Jason Friedberg and Aaron Seltzer are the Hollywood equivalents of the lamely funny class clown you went to High School with. Their juvenile humor infuses every scene they write, but their antics are one-note and over time lose their impact. So it is for the duo who wrote the late ’90s/early ’00s spoof films Spy Hard and Scary Movie, two movies that were fun and entertaining even if they weren’t the most accomplished films. By comparison, the likes of Epic Movie and Meet the Spartans, make those earlier films seem like Mel Brooks-style comic masterpieces.

The Starving Games chooses a very specific property to marginalize, written before the glut of disappointing and failing tween adaptations of 2013 and forward. Poking fun largely at The Hunger Games, from which it drags the thinnest of plots, they inject their movie with jabs at The Avengers and The Expendables in brief, pointless asides meant to skewer the Hollywood output of recent years, but falling wearily short of the purpose of spoof: poke fun of something intensely silly about the popular films of Hollywood while making a comment on the state of modern filmmaking.

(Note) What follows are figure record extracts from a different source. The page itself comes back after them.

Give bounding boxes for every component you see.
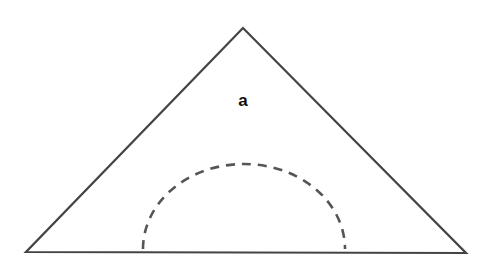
diagram-canvas: a bbox=[0, 0, 487, 269]
region-label-a: a bbox=[238, 91, 248, 110]
background bbox=[0, 0, 487, 269]
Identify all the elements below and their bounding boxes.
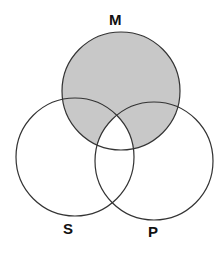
label-m: M: [109, 12, 122, 27]
venn-svg: [0, 0, 224, 253]
venn-diagram: M S P: [0, 0, 224, 253]
label-p: P: [148, 224, 158, 239]
label-s: S: [63, 221, 73, 236]
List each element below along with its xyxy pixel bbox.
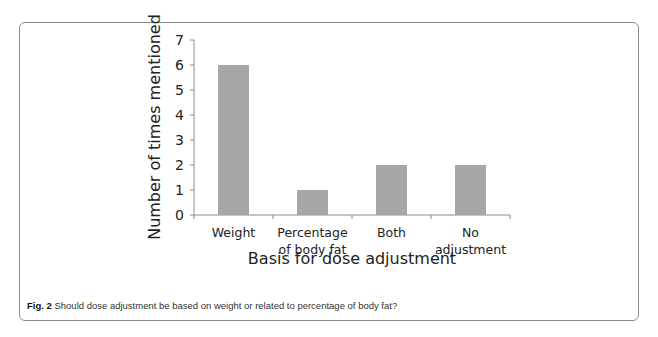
y-tick-label: 2: [175, 157, 184, 173]
x-axis-label: Basis for dose adjustment: [248, 249, 456, 268]
y-axis-title: Number of times mentioned: [145, 14, 164, 240]
bar: [218, 65, 249, 215]
x-category-label: Percentage: [277, 225, 348, 240]
y-tick-label: 4: [175, 107, 184, 123]
figure-label: Fig. 2: [27, 300, 52, 311]
bar: [455, 165, 486, 215]
y-tick-label: 1: [175, 182, 184, 198]
y-axis: 01234567: [175, 32, 194, 223]
y-tick-label: 5: [175, 82, 184, 98]
caption-text: Should dose adjustment be based on weigh…: [54, 300, 397, 311]
y-tick-label: 7: [175, 32, 184, 48]
x-category-label: No: [462, 225, 479, 240]
x-axis: [194, 215, 510, 219]
bar: [297, 190, 328, 215]
figure-caption: Fig. 2 Should dose adjustment be based o…: [27, 300, 397, 311]
y-axis-label: Number of times mentioned: [145, 14, 164, 240]
y-tick-label: 6: [175, 57, 184, 73]
bar: [376, 165, 407, 215]
y-tick-label: 0: [175, 207, 184, 223]
x-category-label: Both: [377, 225, 406, 240]
x-category-label: Weight: [212, 225, 256, 240]
bar-chart: Number of times mentioned 01234567 Weigh…: [0, 0, 658, 337]
y-tick-label: 3: [175, 132, 184, 148]
bars: [218, 65, 486, 215]
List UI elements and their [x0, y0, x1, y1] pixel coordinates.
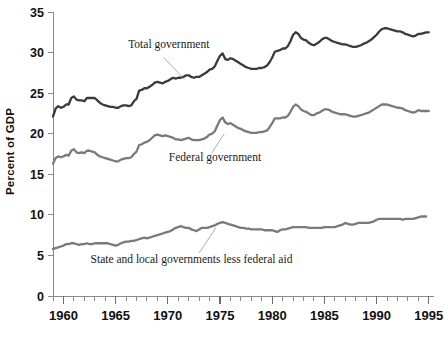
line-chart: 05101520253035 1960196519701975198019851…: [0, 0, 448, 338]
y-axis-title: Percent of GDP: [4, 108, 16, 195]
x-axis-tick-label: 1960: [49, 308, 78, 323]
y-axis-tick-label: 10: [30, 208, 44, 222]
y-axis-title-text: Percent of GDP: [4, 108, 16, 195]
x-axis-tick-label: 1985: [310, 308, 339, 323]
x-axis-tick-label: 1995: [414, 308, 443, 323]
x-axis-tick-label: 1980: [258, 308, 287, 323]
chart-background: [0, 0, 448, 338]
federal-government-label: Federal government: [169, 151, 262, 164]
state-local-label: State and local governments less federal…: [91, 253, 293, 266]
y-axis-tick-label: 30: [30, 46, 44, 60]
y-axis-tick-label: 5: [37, 249, 44, 263]
y-axis-tick-label: 20: [30, 127, 44, 141]
y-axis-tick-label: 15: [30, 168, 44, 182]
y-axis-tick-label: 25: [30, 87, 44, 101]
chart-container: 05101520253035 1960196519701975198019851…: [0, 0, 448, 338]
y-axis-tick-label: 35: [30, 6, 44, 20]
y-axis-tick-label: 0: [37, 290, 44, 304]
total-government-label: Total government: [128, 38, 210, 51]
x-axis-tick-label: 1975: [206, 308, 235, 323]
x-axis-tick-label: 1965: [101, 308, 130, 323]
x-axis-tick-label: 1990: [362, 308, 391, 323]
x-axis-tick-label: 1970: [153, 308, 182, 323]
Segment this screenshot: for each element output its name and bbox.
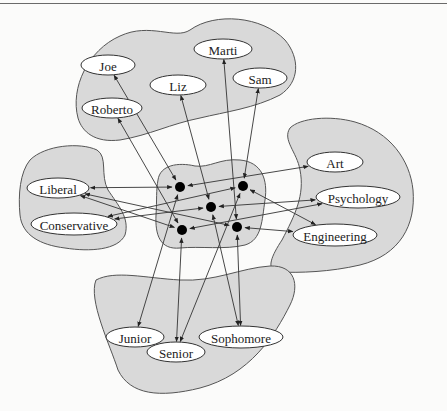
node-label: Roberto xyxy=(91,102,133,117)
node-sophomore: Sophomore xyxy=(199,326,283,348)
center-node-c5 xyxy=(232,222,242,232)
node-label: Joe xyxy=(99,59,117,74)
node-conservative: Conservative xyxy=(31,213,117,235)
dot-icon xyxy=(206,202,216,212)
center-node-c4 xyxy=(177,225,187,235)
node-label: Engineering xyxy=(303,229,367,244)
node-label: Senior xyxy=(159,346,194,361)
dot-icon xyxy=(177,225,187,235)
network-diagram: JoeMartiLizSamRobertoArtPsychologyEngine… xyxy=(0,0,447,411)
node-label: Junior xyxy=(119,331,152,346)
node-marti: Marti xyxy=(194,39,252,59)
network-figure: JoeMartiLizSamRobertoArtPsychologyEngine… xyxy=(0,0,447,411)
node-psychology: Psychology xyxy=(316,186,400,208)
node-senior: Senior xyxy=(147,342,205,362)
node-label: Liberal xyxy=(39,182,77,197)
node-junior: Junior xyxy=(106,327,164,347)
node-label: Sophomore xyxy=(211,331,271,346)
node-label: Art xyxy=(326,156,344,171)
dot-icon xyxy=(175,182,185,192)
node-label: Sam xyxy=(248,72,271,87)
node-liberal: Liberal xyxy=(27,178,89,198)
node-label: Liz xyxy=(169,79,187,94)
node-liz: Liz xyxy=(150,75,206,95)
node-roberto: Roberto xyxy=(82,98,142,118)
dot-icon xyxy=(238,181,248,191)
node-label: Marti xyxy=(209,43,238,58)
node-art: Art xyxy=(307,152,363,172)
center-node-c2 xyxy=(238,181,248,191)
node-label: Conservative xyxy=(40,218,109,233)
node-engineering: Engineering xyxy=(293,224,377,246)
center-node-c1 xyxy=(175,182,185,192)
node-label: Psychology xyxy=(328,191,389,206)
node-joe: Joe xyxy=(81,55,135,75)
center-node-c3 xyxy=(206,202,216,212)
dot-icon xyxy=(232,222,242,232)
node-sam: Sam xyxy=(233,68,287,88)
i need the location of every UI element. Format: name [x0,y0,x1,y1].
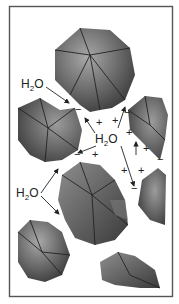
plus-sign: + [138,164,144,176]
plus-sign: + [143,142,149,154]
arrow-lower-left-up [41,169,58,193]
particle-center [58,162,128,245]
minus-sign: − [75,103,81,115]
h2o-label-top-left: H2O [21,77,43,93]
plus-sign: + [112,114,118,126]
plus-sign: + [92,148,98,160]
arrow-center-upleft [85,118,95,133]
minus-sign: − [124,106,130,118]
arrow-lower-left-down [41,196,59,214]
h2o-label-center: H2O [95,132,117,148]
particle-bottom-right [100,252,160,288]
minus-sign: − [131,182,137,194]
particle-top [55,28,135,112]
particle-right-lower [138,168,166,225]
h2o-label-lower-left: H2O [16,186,38,202]
water-particle-diagram: H2O H2O H2O − + + − + + − + − + + − [0,0,179,304]
plus-sign: + [121,164,127,176]
particle-bottom-left [18,220,70,282]
minus-sign: − [157,153,163,165]
plus-sign: + [96,116,102,128]
minus-sign: − [74,148,80,160]
particle-mid-left [18,98,82,162]
plus-sign: + [126,126,132,138]
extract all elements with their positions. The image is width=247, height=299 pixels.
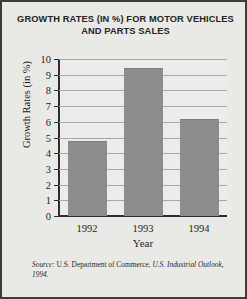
y-axis-tick-label: 9 [46, 69, 51, 80]
x-axis-tick-label: 1992 [77, 223, 98, 234]
y-axis-tick [54, 200, 59, 201]
source-prefix: Source: [32, 260, 55, 269]
y-axis-tick [54, 216, 59, 217]
y-axis-tick [54, 138, 59, 139]
y-axis-tick-label: 3 [46, 163, 51, 174]
bar [68, 141, 107, 216]
y-axis-tick-label: 10 [41, 54, 52, 65]
plot-area: 012345678910 199219931994 [59, 59, 227, 216]
y-axis-tick [54, 169, 59, 170]
y-axis-tick [54, 106, 59, 107]
y-axis-tick [54, 153, 59, 154]
chart-title: GROWTH RATES (IN %) FOR MOTOR VEHICLES A… [12, 13, 239, 37]
y-axis-tick-label: 8 [46, 85, 51, 96]
bar [124, 68, 163, 216]
y-axis-tick-label: 1 [46, 195, 51, 206]
bar [180, 119, 219, 216]
source-publisher: U.S. Department of Commerce, [55, 260, 153, 269]
x-axis-tick-label: 1993 [133, 223, 154, 234]
y-axis-tick-label: 5 [46, 132, 51, 143]
chart-figure: GROWTH RATES (IN %) FOR MOTOR VEHICLES A… [0, 0, 247, 299]
y-axis-tick-label: 0 [46, 211, 51, 222]
y-axis-tick-label: 6 [46, 116, 51, 127]
y-axis-tick [54, 122, 59, 123]
y-axis-tick [54, 59, 59, 60]
y-axis-tick-label: 7 [46, 101, 51, 112]
y-axis-tick [54, 185, 59, 186]
gridline [59, 59, 227, 60]
y-axis-label: Growth Rates (in %) [21, 45, 32, 165]
chart-title-line-2: AND PARTS SALES [81, 26, 170, 36]
y-axis-tick-label: 2 [46, 179, 51, 190]
x-axis-tick-label: 1994 [189, 223, 210, 234]
x-axis-label: Year [59, 237, 227, 249]
source-note: Source: U.S. Department of Commerce, U.S… [32, 260, 232, 279]
y-axis-tick [54, 90, 59, 91]
chart-title-line-1: GROWTH RATES (IN %) FOR MOTOR VEHICLES [17, 14, 234, 24]
y-axis-tick [54, 75, 59, 76]
y-axis-tick-label: 4 [46, 148, 51, 159]
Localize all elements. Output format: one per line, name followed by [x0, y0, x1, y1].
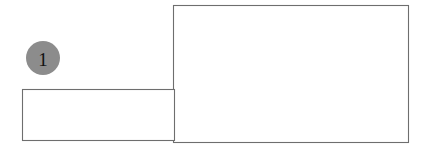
small-rectangle[interactable] — [23, 90, 175, 141]
large-rectangle[interactable] — [174, 6, 409, 143]
diagram-canvas: 1 — [0, 0, 434, 149]
callout-1[interactable]: 1 — [26, 41, 60, 75]
diagram-drawing: 1 — [0, 0, 434, 149]
callout-1-label: 1 — [38, 49, 48, 70]
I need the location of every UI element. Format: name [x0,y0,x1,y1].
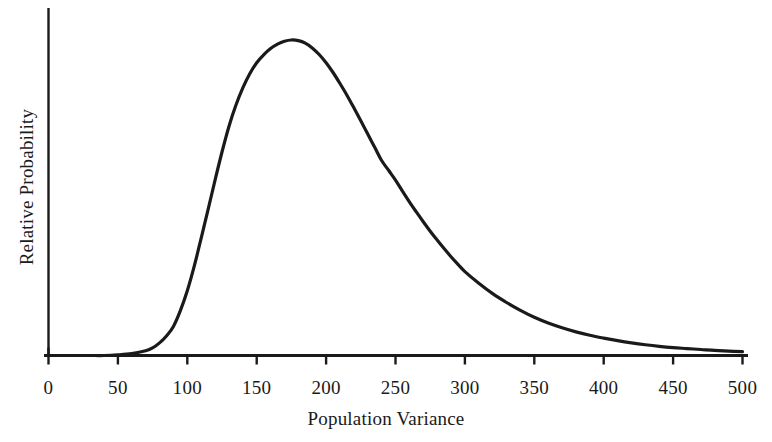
x-tick-label: 450 [658,378,687,397]
distribution-curve [49,40,743,356]
x-tick-label: 200 [311,378,340,397]
x-tick-label: 100 [173,378,202,397]
x-tick-label: 0 [44,378,54,397]
x-tick-label: 500 [728,378,757,397]
x-tick-label: 400 [589,378,618,397]
chart-plot-area [0,0,772,442]
y-axis-title: Relative Probability [16,67,38,307]
x-tick-label: 50 [108,378,128,397]
x-axis-title: Population Variance [0,408,772,430]
chart-container: 050100150200250300350400450500 Populatio… [0,0,772,442]
x-tick-label: 150 [242,378,271,397]
x-tick-label: 350 [520,378,549,397]
x-tick-label: 300 [450,378,479,397]
x-tick-label: 250 [381,378,410,397]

Brooks understood that when his films Young Frankenstein and Blazing Saddles established new rules for spoof films in the 1970s. The 1970s and 1980s were a strong period, building on the talents of legends like Blake Edwards, and sharing a dynamic stage with the likes of Zucker/Abrahams. That period faded as the 1980s dwindled and by the mid-1990s, there was a void. That void was filled by the likes of Seltzer and Friedberg along with the Wayans Brothers. While none of them would capture the Brooks/Edwards dynamic, they created entertaining pictures for a few years before gaining the power to direct their own films.

Friedberg and Seltzer left the Scary Movie franchise and staked out their own brand on the genre, directing their own movies starting with the poorly received Date Movie in 2006. Their next three films, Epic Movie, Meet the Spartans and Disaster Movie were humorous, if blandly constructed movies, but they weren’t the abysmal wastes of time that The Starving Games is.

The hackneyed plot had an opportunity to dig into the Hollywood reliance on tween literature in a way that more intelligent filmmakers could have. So intent on jumping on the popular bandwagon of The Hunger Games and tossing in pointless and frequently unfunny attacks on the Hollywood blockbuster machine, they ignored a stronger and more interesting narrative that could have emerged.

It would be nice to return to the Brooks/Edwards era of spoof filmmaking, but that won’t happen in the hands of Friedberg and Seltzer. I am a fan of this type of film and although I’ve never remotely considered any of the work to be good filmmaking, I’ve appreciated the balls-out humor and irreverence that have comprised most of their films. Yet, that amusement may have finally slipped away. It isn’t my frequently adjusting tastes in movies, it’s that there are only six or seven jokes in the Friedberg/Seltzer screenwriting stable and they’ve been played out so often that you just wish the class clowns would finally graduate after their third Senior year of High School and leave the task to a new generation that might be a little bit funnier and a whole lot less crass.